When it comes down to it, New York’s abortion laws lag far behind many other states. This is thanks in part to its progressivism: Current New York legislation was passed in 1970, three years ahead of Roe v. Wade. The issue is that the law, according to Krueger, is a bad one, written at a time before anyone could have predicted the twists and turns the abortion debate would take.

While it does legalize abortions up to 24 weeks of pregnancy and beyond if a woman’s life is determined to be at risk, it fails to offer adequate protections to providers who perform abortions after 24 weeks. In several instances, women have died trying to travel out-of-state for those abortions, having failed to find a provider in New York.

“These are women who desperately want to carry to term and have a healthy baby, and are told very late in the pregnancy ‘You’re going to die if we don’t remove this now,’” Krueger said.

So while New York’s laws have needed updating for years, the threat of the repeal of Roe v. Wade increases the level of urgency dramatically. New York can’t continue to rely on other state’s services, particularly since it’s unclear what will be left of them if federal abortion protections are obliterated.

“It’s been unbelievably outrageous to me that we have laws that are so antiquated and bad that women would be better off in what are seen as anti-choice red states,” Krueger said.

Asked whether the governor could both support the RHA and the amendment, Fashouer sent the Voice the following statement:

“The Governor has and continues to support a woman’s fundamental right to make her own reproductive health choices. That’s why the Governor supports the Reproductive Health Act and codifying Roe v.
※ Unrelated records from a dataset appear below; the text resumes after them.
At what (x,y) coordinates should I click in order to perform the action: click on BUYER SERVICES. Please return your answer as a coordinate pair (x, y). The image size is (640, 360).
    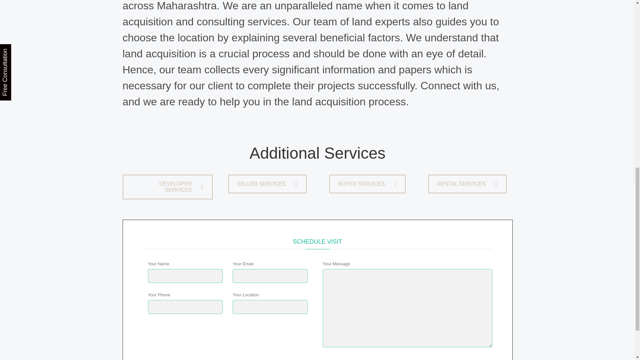
    Looking at the image, I should click on (368, 184).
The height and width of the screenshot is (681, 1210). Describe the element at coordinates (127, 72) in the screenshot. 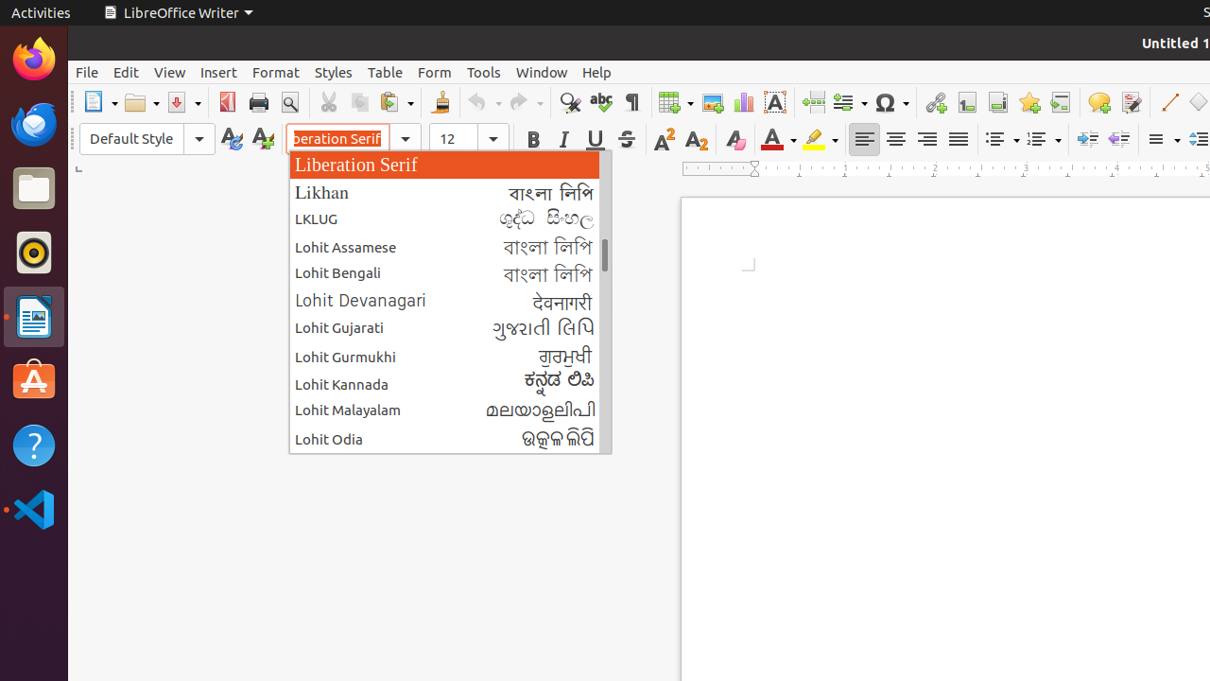

I see `Edit` at that location.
Wade into state law – something he has championed for a number of years – and why he is also proposing we enshrine these critical protections for women in the New York State Constitution.”

Doug Muzzio, a professor of political science at Baruch College’s Marxe School of Public and International Affairs, told DNAinfo that he suspects Cuomo’s proposal is just a craven attempt to win praise.

“Cynically, he did it so we wouldn’t have to deal with the current legislation and he puts it off for two years or more,” he said. “It gives him kudos for his stand, but it’s not going to happen.”

Krueger hopes this isn’t the case — but she’s not holding her breath.

“I never make an assumption about what the governor’s position is,” she said.